Architecture Patterns

Knowledge Graph

Quick Answer: A structured representation of information as a network of entities (nodes) and their relationships (edges).
Knowledge Graph is a structured representation of information as a network of entities (nodes) and their relationships (edges). Knowledge graphs organize facts into subject-predicate-object triples, making it possible to traverse connections, answer complex queries, and provide structured context to AI systems.

Example

A medical knowledge graph connects diseases to symptoms, treatments, and medications. When a patient reports symptoms, the AI traverses the graph to find related conditions, check drug interactions, and suggest relevant tests, providing structured reasoning that a flat document search couldn't match.

Why It Matters

Knowledge graphs are becoming an important complement to RAG systems. They provide structured, relational context that vector search alone can't capture. Graph RAG, which combines knowledge graphs with retrieval-augmented generation, is an emerging architecture pattern.

How It Works

Knowledge graphs store information as triples: (entity, relationship, entity). For example, (Python, is_a, programming_language), (Python, created_by, Guido_van_Rossum). This structure enables powerful queries that follow chains of relationships: 'Find all programming languages created by Dutch computer scientists' can be answered by traversing the graph.

The integration of knowledge graphs with LLMs is a growing area. Graph RAG systems use knowledge graphs instead of (or alongside) vector databases for retrieval. The graph structure helps with multi-hop reasoning questions that require connecting multiple facts. For example, 'What drugs interact with medications commonly prescribed for conditions related to diabetes?' requires traversing several relationship types.

Building knowledge graphs can be done manually (expensive but accurate), automatically from text using NLP (faster but noisier), or with LLMs that extract entities and relationships from documents. Tools like Neo4j, Amazon Neptune, and open-source libraries like NetworkX provide the infrastructure. The main challenge is keeping the graph current as knowledge changes.

Common Mistakes

Common mistake: Building an overly complex graph schema before validating it serves your use case

Start with a minimal schema covering your core entities and relationships.

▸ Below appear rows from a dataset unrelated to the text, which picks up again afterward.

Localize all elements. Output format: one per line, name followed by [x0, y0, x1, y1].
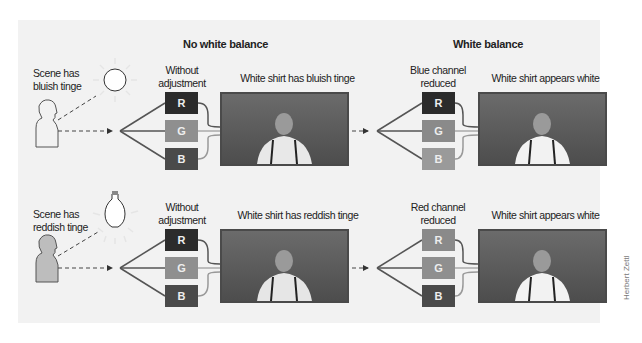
photo-bluish-tinge	[220, 92, 349, 166]
person-photo-icon	[480, 231, 605, 301]
person-photo-icon	[222, 94, 347, 164]
light-bulb-icon	[93, 191, 138, 244]
channel-r-box: R	[165, 229, 198, 251]
person-photo-icon	[480, 94, 605, 164]
person-icon-row1	[36, 100, 58, 147]
channel-r-box: R	[422, 229, 455, 251]
left-channel-label-row2: Without adjustment	[156, 201, 208, 227]
right-photo-caption-row1: White shirt appears white	[478, 72, 613, 85]
right-photo-caption-row2: White shirt appears white	[478, 209, 613, 222]
photo-white-corrected	[478, 92, 607, 166]
channel-b-box: B	[422, 148, 455, 170]
channel-b-box: B	[422, 285, 455, 307]
photo-white-corrected	[478, 229, 607, 303]
channel-r-box: R	[422, 92, 455, 114]
channel-g-box: G	[165, 120, 198, 142]
right-channel-label-row1: Blue channel reduced	[403, 64, 473, 90]
left-photo-caption-row1: White shirt has bluish tinge	[230, 72, 365, 85]
person-icon-row2	[36, 235, 58, 282]
right-channel-label-row2: Red channel reduced	[403, 201, 473, 227]
sun-icon	[93, 58, 137, 102]
person-photo-icon	[222, 231, 347, 301]
channel-g-box: G	[165, 257, 198, 279]
scene-label-row1: Scene has bluish tinge	[33, 67, 81, 93]
photo-reddish-tinge	[220, 229, 349, 303]
scene-label-row2: Scene has reddish tinge	[33, 208, 88, 234]
channel-g-box: G	[422, 120, 455, 142]
channel-g-box: G	[422, 257, 455, 279]
channel-b-box: B	[165, 285, 198, 307]
channel-r-box: R	[165, 92, 198, 114]
photo-credit: Herbert Zettl	[622, 256, 631, 300]
left-photo-caption-row2: White shirt has reddish tinge	[228, 209, 368, 222]
channel-b-box: B	[165, 148, 198, 170]
left-channel-label-row1: Without adjustment	[156, 64, 208, 90]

Expand based on actual query patterns and user needs.

Common mistake: Treating knowledge graphs as a replacement for vector search

Use knowledge graphs alongside vector search, not instead of it. Graphs excel at structured relationships; vectors excel at semantic similarity.

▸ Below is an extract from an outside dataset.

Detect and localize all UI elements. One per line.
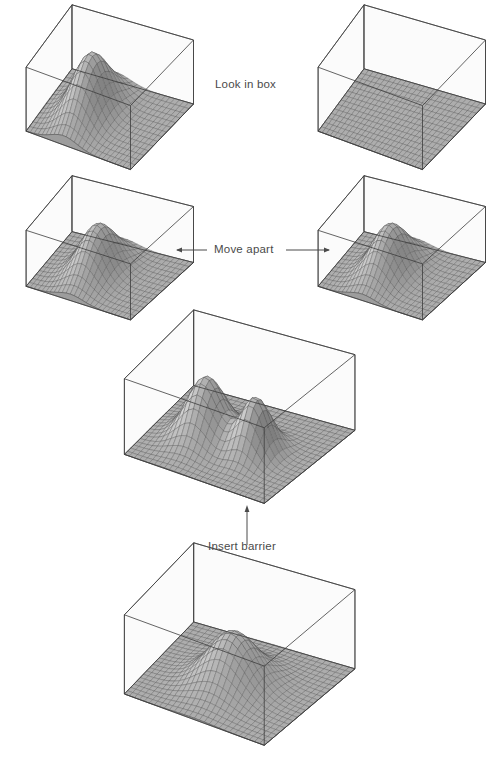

Common mistake: Not maintaining graph accuracy as source data changes

Build update pipelines that keep your knowledge graph in sync with source documents. Stale graphs produce incorrect answers.

Career Relevance

Knowledge graph skills are increasingly valuable as Graph RAG gains traction. Roles at the intersection of knowledge engineering and AI engineering are growing, especially in healthcare, finance, and enterprise search.